Campus & Community

Village convenes to help raise children

5 min read

‘The need is greater than ever,’ says Mayor Thomas Menino

Menino: ‘Community schools strengthen schools, the family, and community so that together, we are able to improve children’s learning.’ (Staff photos Stephanie Mitchell/Harvard News Office)

The proverbial village it takes to raise a child assembled itself at the Graduate School of Education (GSE) Friday (Feb. 6): Educators, social workers, policy-makers, health professionals, business leaders, parents, academics, and politicians, including the mayors of Boston and Providence, came from around the Northeast for a conference called “Building Strong Community Schools.”

While their professional roles are diverse, the conferees were united beneath the broad umbrella of engaging entire communities to support children’s learning.

“The best way to improve education in this country is to get schools and


For more information on community schools, visit the Web site of conference co-sponsor
the Coalition for Community Schools.


communities working more closely together,” said GSE Dean Ellen Condliffe Lagemann in her welcoming remarks. This close collaboration, she said, is at the heart of community schools, which link school and community resources as an integral part of their design.

“The need for community schools is greater than ever,” said Boston Mayor Thomas Menino. “Community schools strengthen schools, the family, and community so that together, we are able to improve children’s learning.”

Warning that he was “going where people don’t want me to go,” the mayor placed some of the blame for schools’ shortcomings on himself and his fellow lawmakers and leaders. “It’s great to stand up here and talk about education, but we now have to put some money behind it,” he said. “We’re not funding these programs the way we should.”

Lloyd Kolbe drew on his experience as founding director of the Centers for Disease Control’s division of adolescent school health to illustrate the parallels between public health and community schools.

Not surprisingly, the conferees greeted Menino’s comments with an outburst of applause. Menino, as well as the other speakers and panelists in the daylong, sold-out conference, was preaching to the choir. As Providence Mayor David Cicilline joked, “This is so obvious. They have conferences about this?”

Yet as the No Child Left Behind Act holds public schools – never suffering from too much money or too few challenges – increasingly accountable for measurable success outcomes, the focus of community schools on the child’s whole world meets with resistance.

“Part of what needs to be addressed is [that] the present education reform framework is too narrow and too limited to really educate all of our children,” said Martin Blank, director of the Coalition for Community Schools, which helped sponsor the conference.
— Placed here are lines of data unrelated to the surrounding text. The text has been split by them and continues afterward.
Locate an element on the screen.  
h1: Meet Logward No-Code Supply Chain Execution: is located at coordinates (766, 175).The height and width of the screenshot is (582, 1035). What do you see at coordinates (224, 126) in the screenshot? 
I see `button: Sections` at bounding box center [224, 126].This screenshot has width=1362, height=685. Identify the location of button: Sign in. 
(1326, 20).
Findings from research and practice

Lloyd Kolbe drew on his experience as founding director of the Centers for Disease Control’s division of adolescent school health to illustrate the parallels between public health and community schools. The public health system relies on a complex web of community members and services, from health professionals to elected officials, public safety to religious organizations, schools to parks.

Community schools weave a similarly multilayered network of services together to support the whole child. Champions of the movement believe this approach is crucial for children to succeed. While high-stakes tests and the preparation for them may ensure academic competency, they’re incomplete without social services, health care, parental and family involvement, and after-school and recreational opportunities, say community school supporters. All of these resources exist in the community; community schools tap them and integrate them tightly into the education of the child.
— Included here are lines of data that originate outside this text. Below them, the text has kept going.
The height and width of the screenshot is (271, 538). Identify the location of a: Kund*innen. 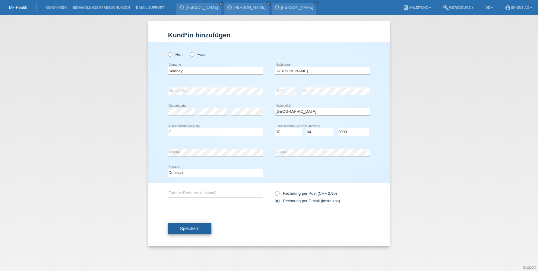
(56, 8).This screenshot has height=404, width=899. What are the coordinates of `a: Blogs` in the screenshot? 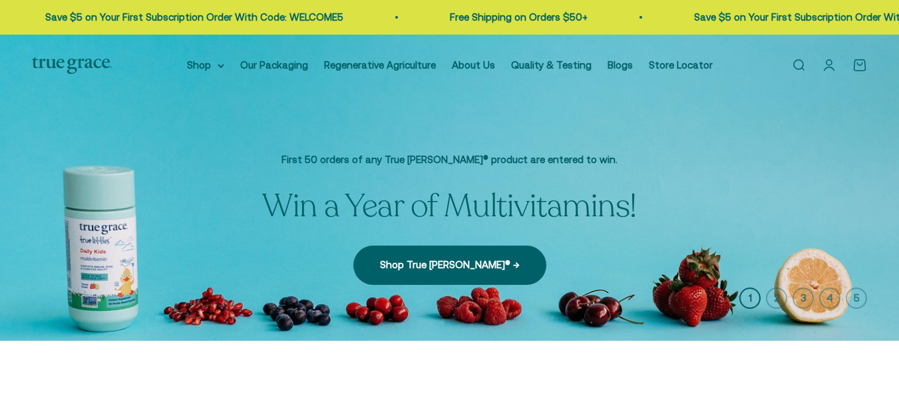 It's located at (620, 65). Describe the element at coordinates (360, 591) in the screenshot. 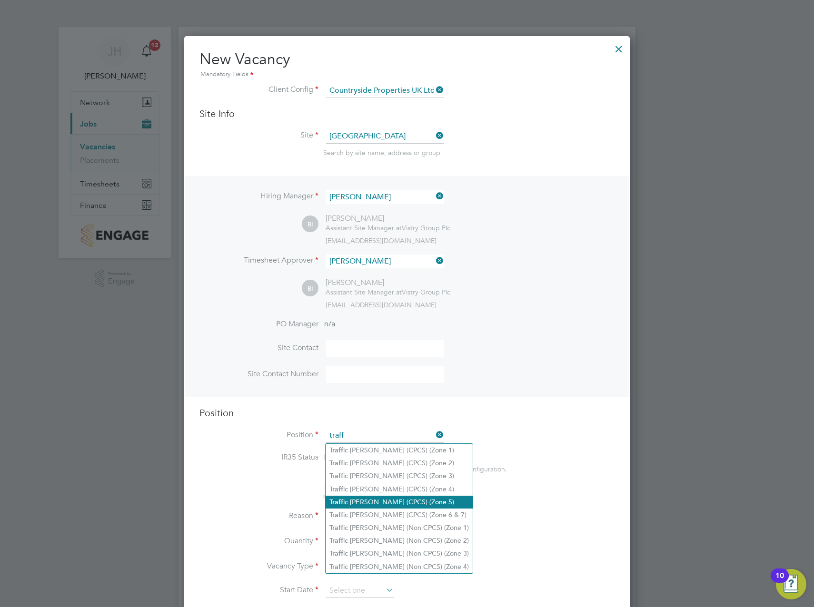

Blank, the Coalition for Community Schools director, briefly presented findings from a report he co-authored called “Making the Difference: Research and Practice in Community Schools.” Fifteen of the 20 schools the researchers examined showed academic gains, but Blank says that community schools go beyond academics.
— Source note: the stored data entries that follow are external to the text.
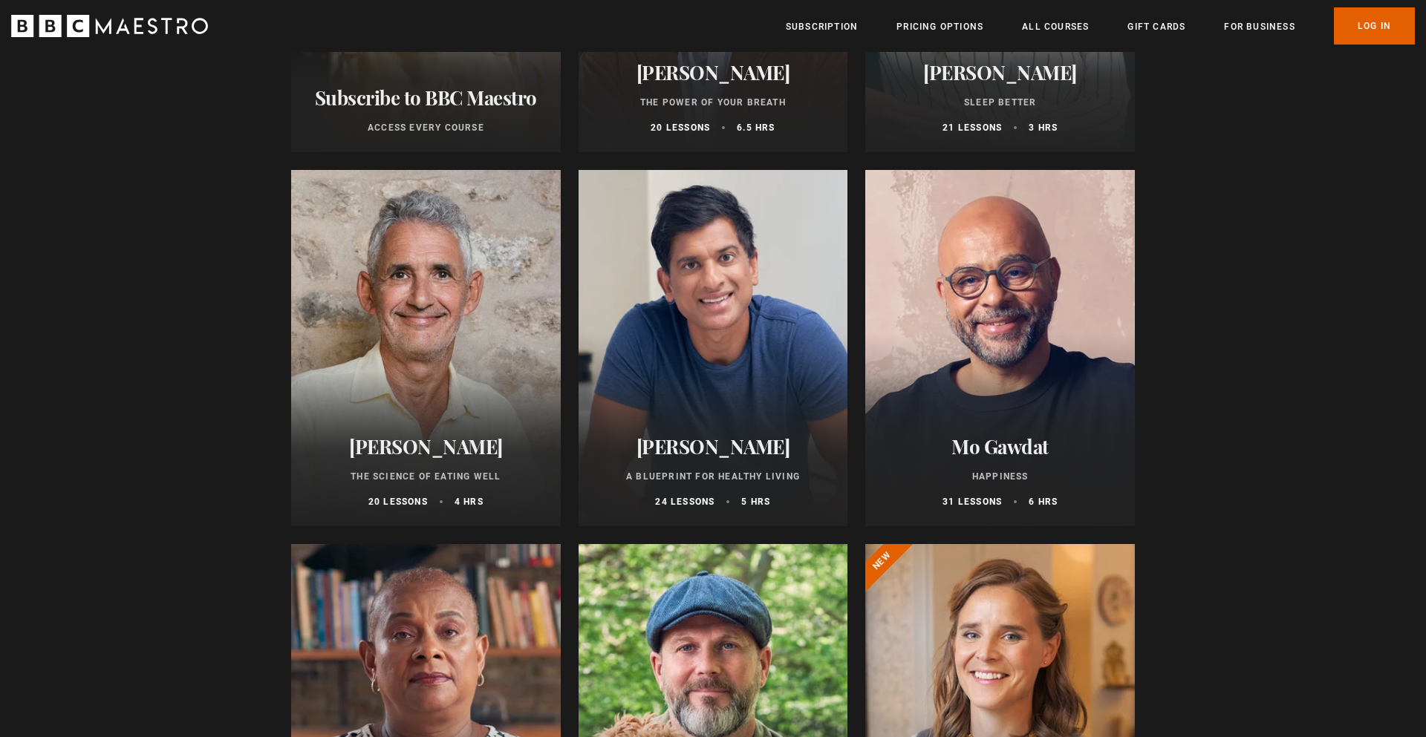  Describe the element at coordinates (821, 27) in the screenshot. I see `a: Subscription` at that location.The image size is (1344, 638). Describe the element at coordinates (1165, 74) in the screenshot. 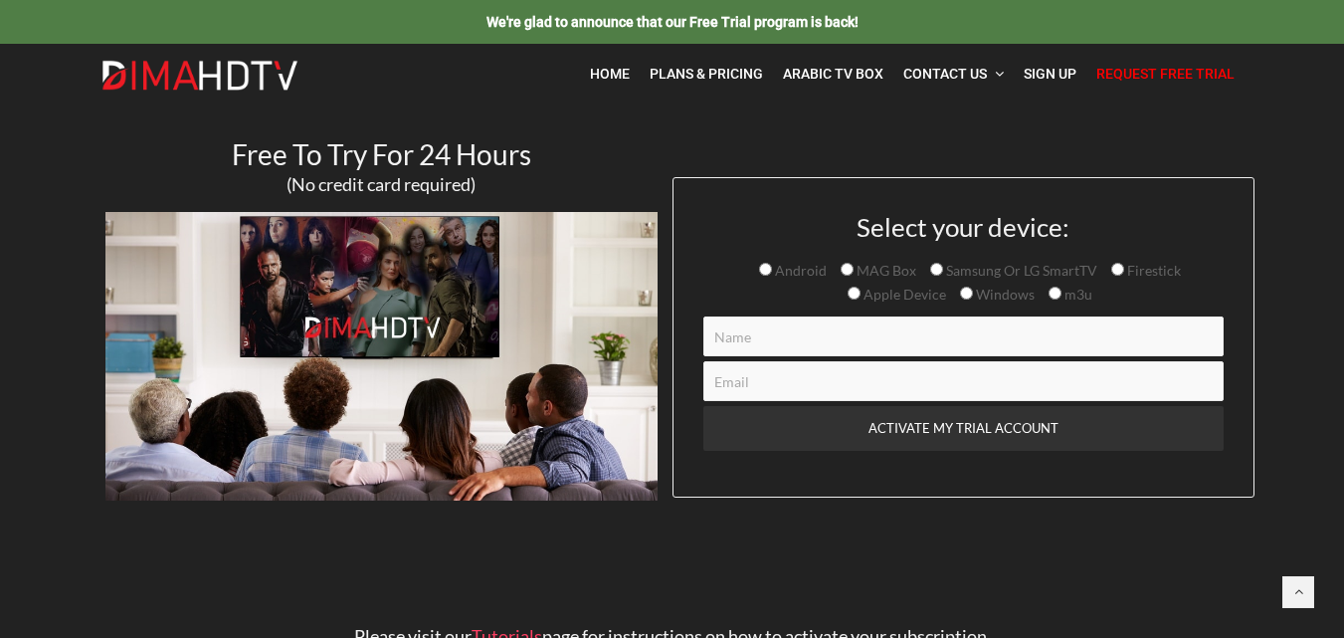

I see `a: Request Free Trial` at that location. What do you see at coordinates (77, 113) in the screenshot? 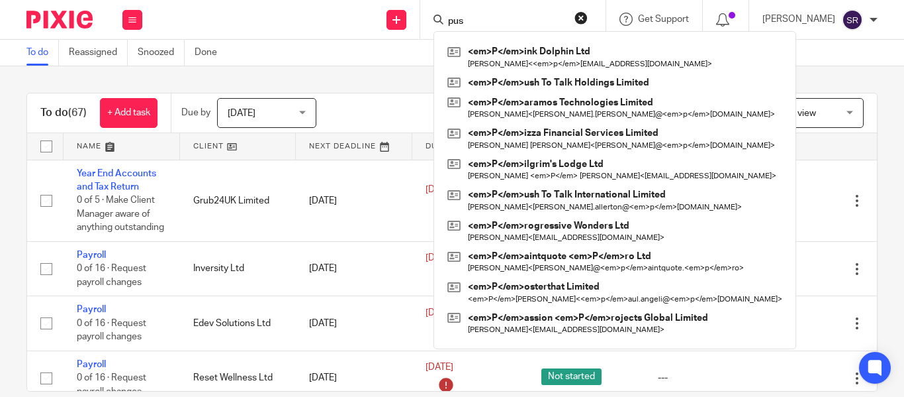
I see `span: (67)` at bounding box center [77, 113]. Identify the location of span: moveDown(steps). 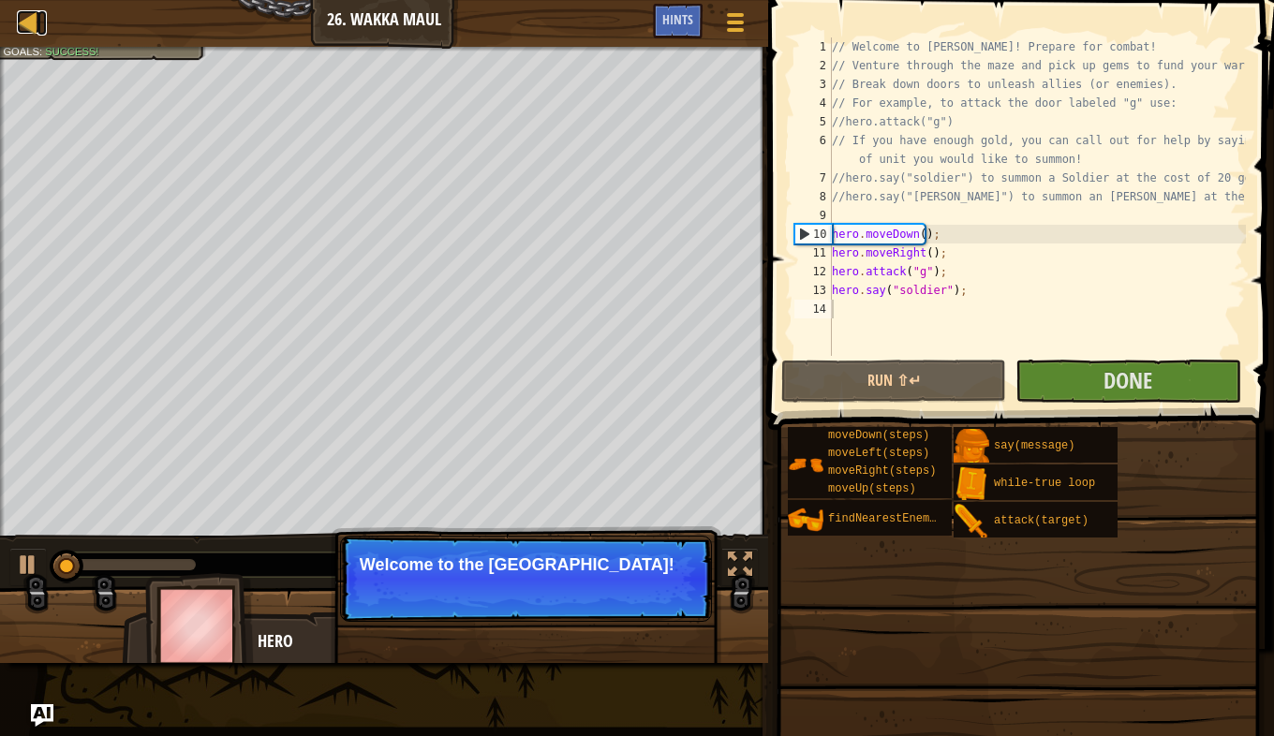
(879, 436).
With a nod to the multiple intelligence work of Howard Gardner, Hobbs Professor of Cognition and Education at the GSE, Blank noted that community schools provide learning opportunities that develop a variety of competencies, academic and nonacademic. By engaging the resources of parents and community members, the report found, community schools reduce the burden on teachers and principals – crucial as our nation’s schools face an impending teacher shortage.

What’s more, said Blank, community schools build sought-after social capital in the communities they serve. “Schools need to return to being centers of our communities,” he said. “We have a case to make, and we shouldn’t be shy about it.”

No one can do it alone

At panels and roundtables throughout the day, the educators and community leaders took a 360-degree look at the promise and challenge of community schools. How do we build effective partnerships? How do we best engage parents and families? What role do school facilities play in creating community schools? How do we evaluate our success? Where does the money come from?

“All of us believe that our children … can achieve high standards,” said Patricia DiNatale, leader of Boston Public Schools’ Cluster 5, serving the Allston-Brighton and Mission Hill neighborhoods, and principal of the Horace Mann School for the Deaf. “Schools can’t do it alone, agencies can’t do it alone, and families can’t do it alone. There needs to be a structure in place that brings these folks together to wrap their services around children.”